Public may lose if Botox goes on trial
Though her claim seems unlikely, we'll probably never know whether or not it has merit.
A jury may decide the claim's fate at a trial tentatively scheduled for next February.
In the meantime, Ms Medavoy seems bent on crusading against Botox - a course of action that could wind up unjustifiably denying many of the benefits of the treatment.
Botox is a complex of proteins produced by the bacterium Clostridium botulinum, which contains the same toxin that causes food poisoning. Botox has been used for the last 20 years to treat many chronic neurological disorders.
More recently, Botox has been used for cosmetic purposes.
Injecting small doses of Botox into the forehead area interferes with the muscles' ability to contract, reducing and eliminating existing frown lines.
Ms Medavoy, wife of Hollywood producer Mike Medavoy, alleges that dermatologist-to-the-stars Dr Arnie Klein treated her migraine headaches with Botox on four visits from May 2001 to March 2002.
Use of Botox to treat migraines is "off-label" meaning that such use has not been officially approved by the Food and Drug Administration.
But physicians frequently prescribe medications for off-label uses as such applications are discovered. Botox was first reported in the medical literature to be effective with migraines in 1998.
Ms Medavoy claims the treatments caused her "life-altering and unrelenting migraine headaches; upper respiratory problems; fever; weakness; severe muscle pain; hives over much of her body; and other ailments".
In an interview with Vanity Fair last May, Ms Medavoy melodramatically exclaimed, "I feel like Jane Fonda in 'The China Syndrome'. This is my Three Mile Island."
Ms Medavoy, in any event, has definitely gone nuclear with her efforts to smear Botox.
In addition to inciting the Vanity Fair attack on Botox, Medavoy also persuaded old friend, Maria Shriver, to follow up with another hit piece on Dateline NBC.
Much more media coverage has ensued.
The problem with Medavoy's fury is that she's blown the situation out of all proportion.
Botox was used to treat more than a million people last year and has been used in millions more over the past 20 years for a variety of conditions.

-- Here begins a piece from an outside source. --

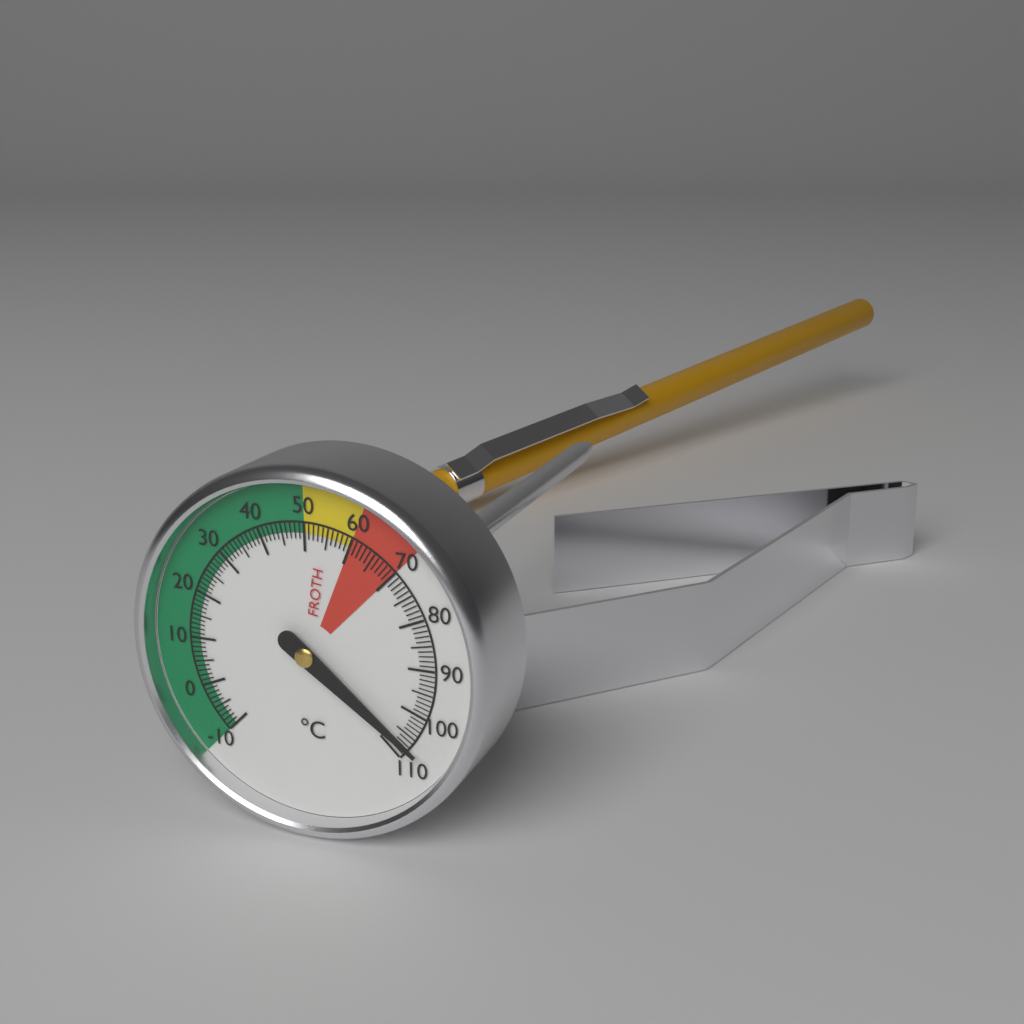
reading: 107 °C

Ms Medavoy, though, seems to be the only one or, at most, one of a very few going ballistic with allegations of health problems related to Botox.
Whatever happened to Medavoy is not happening to the vast majority of patients treated with Botox.
Medavoy, nevertheless, seems bent on destroying Botox.
She or her lawyers even launched a website apparently to trawl for others who think they've been harmed by Botox treatment possibly trying to gin up a class action lawsuit against Botox manufacturer Allergan Inc.
We rely on our pharmaceutical and medical products industry for many innovations that make us healthier, and that make us look and feel better.
Ms Medavoy may deserve her day in court, but her self-absorbed campaign against Botox jeopardises everyone else's access to medical progress.